Project COSMOS Overview

The COSMOS project (https://cosmos-lab.org/) is aimed at design, development, and deployment of a city-scale advanced wireless testbed in order to support real-world experimentation on next-generation wireless technologies and applications. The COSMOS architecture has a particular focus on ultra-high bandwidth and low latency wireless communication tightly coupled with edge cloud computing. The COSMOS testbed will be deployed in upper Manhattan and will consist of 40-50 advanced software-defined radio nodes along with fiber-optic front-haul and back-haul networks and edge and core cloud computing infrastructure. Researchers will be able to run experiments remotely on the COSMOS testbed by logging into a web-based portal which will provide various facilities for experiment execution, measurements, and data collection.

Zoran Kostic

Professor, Columbia University on June 3, 2019 at 2:00 PM in EB2 1226

Zoran Kostic is an Associate Prof. of Professional Practice in the Electrical Engineering Dept. at Columbia University. He completed his Ph.D. in Electrical Engineering at the University of Rochester and his Dipl. Ing. degree at the University of Novi Sad. He spent most of his career in industry where he worked in research, product development and in leadership positions. Zoran's expertise spans mobile data systems, wireless communications, signal processing, multimedia, system-on-chip development and applications of parallel computing. His present research addresses Internet of Things systems and physical data analytics, smart cities, and applications of deep learning in autonomous vehicle navigation, medicine and health. His work comprises a mix of research, system architecture and software/hardware development, which resulted in a notable publication record, three dozen patents, and critical contributions to successful products. He has experience in Intellectual Property consulting. Dr. Kostic is an active member of the IEEE, and he has served as an associate editor of the IEEE Transactions on Communications and IEEE Communications Letters.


### TASK TO CARRY OUT:
A full, exact copy of the listing is needed, with images omitted.

### EXERCISE MATERIAL:

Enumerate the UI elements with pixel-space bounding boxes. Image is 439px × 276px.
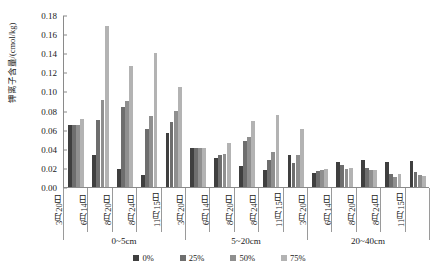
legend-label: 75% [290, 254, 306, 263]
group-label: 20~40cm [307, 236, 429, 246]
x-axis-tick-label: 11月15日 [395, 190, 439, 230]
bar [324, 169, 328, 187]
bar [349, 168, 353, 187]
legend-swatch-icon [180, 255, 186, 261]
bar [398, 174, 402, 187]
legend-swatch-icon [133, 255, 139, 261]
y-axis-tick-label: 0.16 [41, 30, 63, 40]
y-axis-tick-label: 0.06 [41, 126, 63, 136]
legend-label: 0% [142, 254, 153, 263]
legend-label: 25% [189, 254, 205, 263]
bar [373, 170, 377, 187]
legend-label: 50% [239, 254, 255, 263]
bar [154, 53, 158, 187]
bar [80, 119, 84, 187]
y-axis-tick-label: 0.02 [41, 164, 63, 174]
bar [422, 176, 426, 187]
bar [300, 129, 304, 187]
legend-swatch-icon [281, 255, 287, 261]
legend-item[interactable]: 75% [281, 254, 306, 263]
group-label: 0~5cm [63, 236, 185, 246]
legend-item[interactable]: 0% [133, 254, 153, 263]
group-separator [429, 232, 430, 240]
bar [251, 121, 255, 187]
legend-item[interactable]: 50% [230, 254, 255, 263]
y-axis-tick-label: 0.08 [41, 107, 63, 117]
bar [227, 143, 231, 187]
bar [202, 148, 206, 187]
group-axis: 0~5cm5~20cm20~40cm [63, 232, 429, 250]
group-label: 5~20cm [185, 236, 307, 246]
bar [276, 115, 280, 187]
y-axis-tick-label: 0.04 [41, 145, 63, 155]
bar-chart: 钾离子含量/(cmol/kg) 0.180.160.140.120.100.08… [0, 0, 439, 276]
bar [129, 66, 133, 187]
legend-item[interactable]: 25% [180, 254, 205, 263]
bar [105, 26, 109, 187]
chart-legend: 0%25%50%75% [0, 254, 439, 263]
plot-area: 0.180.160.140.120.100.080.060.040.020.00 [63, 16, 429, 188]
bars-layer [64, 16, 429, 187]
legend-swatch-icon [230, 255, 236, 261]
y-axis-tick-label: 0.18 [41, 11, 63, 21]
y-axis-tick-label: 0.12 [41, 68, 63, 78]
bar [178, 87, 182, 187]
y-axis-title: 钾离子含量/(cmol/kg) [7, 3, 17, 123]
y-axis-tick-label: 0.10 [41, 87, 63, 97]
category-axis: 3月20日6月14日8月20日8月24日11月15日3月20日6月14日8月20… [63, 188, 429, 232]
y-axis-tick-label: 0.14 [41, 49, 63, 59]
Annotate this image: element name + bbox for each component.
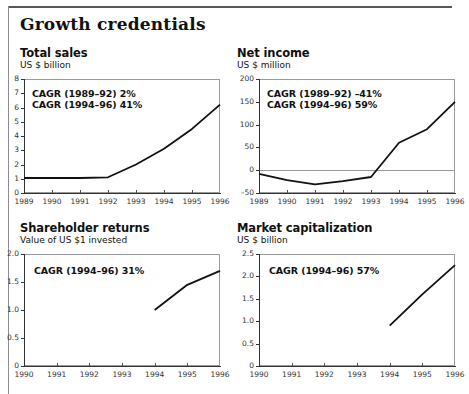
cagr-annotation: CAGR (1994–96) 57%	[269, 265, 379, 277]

### OUTPUT OF THE TASK:
Enumerate the UI elements with pixel-space bounding boxes. Image is 439px × 276px.
legend-label: 75% [290, 254, 306, 263]
group-label: 20~40cm [307, 236, 429, 246]
x-axis-tick-label: 11月15日 [395, 190, 439, 230]
bar [324, 169, 328, 187]
bar [349, 168, 353, 187]
legend-swatch-icon [180, 255, 186, 261]
bar [398, 174, 402, 187]
legend-swatch-icon [133, 255, 139, 261]
y-axis-tick-label: 0.16 [41, 30, 63, 40]
y-axis-tick-label: 0.06 [41, 126, 63, 136]
legend-label: 0% [142, 254, 153, 263]
legend-label: 25% [189, 254, 205, 263]
bar [373, 170, 377, 187]
legend-label: 50% [239, 254, 255, 263]
bar [154, 53, 158, 187]
bar [80, 119, 84, 187]
y-axis-tick-label: 0.02 [41, 164, 63, 174]
bar [422, 176, 426, 187]
bar [300, 129, 304, 187]
legend-swatch-icon [281, 255, 287, 261]
legend-item[interactable]: 75% [281, 254, 306, 263]
group-label: 0~5cm [63, 236, 185, 246]
legend-item[interactable]: 0% [133, 254, 153, 263]
group-separator [429, 232, 430, 240]
bar [251, 121, 255, 187]
legend-item[interactable]: 50% [230, 254, 255, 263]
y-axis-tick-label: 0.08 [41, 107, 63, 117]
bar [227, 143, 231, 187]
bar [202, 148, 206, 187]
group-axis: 0~5cm5~20cm20~40cm [63, 232, 429, 250]
group-label: 5~20cm [185, 236, 307, 246]
bar [276, 115, 280, 187]
y-axis-tick-label: 0.04 [41, 145, 63, 155]
bar-chart: 钾离子含量/(cmol/kg) 0.180.160.140.120.100.08… [0, 0, 439, 276]
bar [129, 66, 133, 187]
legend-item[interactable]: 25% [180, 254, 205, 263]
bar [105, 26, 109, 187]
chart-legend: 0%25%50%75% [0, 254, 439, 263]
plot-area: 0.180.160.140.120.100.080.060.040.020.00 [63, 16, 429, 188]
bars-layer [64, 16, 429, 187]
legend-swatch-icon [230, 255, 236, 261]
y-axis-tick-label: 0.18 [41, 11, 63, 21]
y-axis-tick-label: 0.12 [41, 68, 63, 78]
bar [178, 87, 182, 187]
y-axis-title: 钾离子含量/(cmol/kg) [7, 3, 17, 123]
y-axis-tick-label: 0.10 [41, 87, 63, 97]
category-axis: 3月20日6月14日8月20日8月24日11月15日3月20日6月14日8月20… [63, 188, 429, 232]
y-axis-tick-label: 0.14 [41, 49, 63, 59]
Annotate this image: element name + bbox for each component.
cagr-annotation: CAGR (1994–96) 57%	[269, 265, 379, 277]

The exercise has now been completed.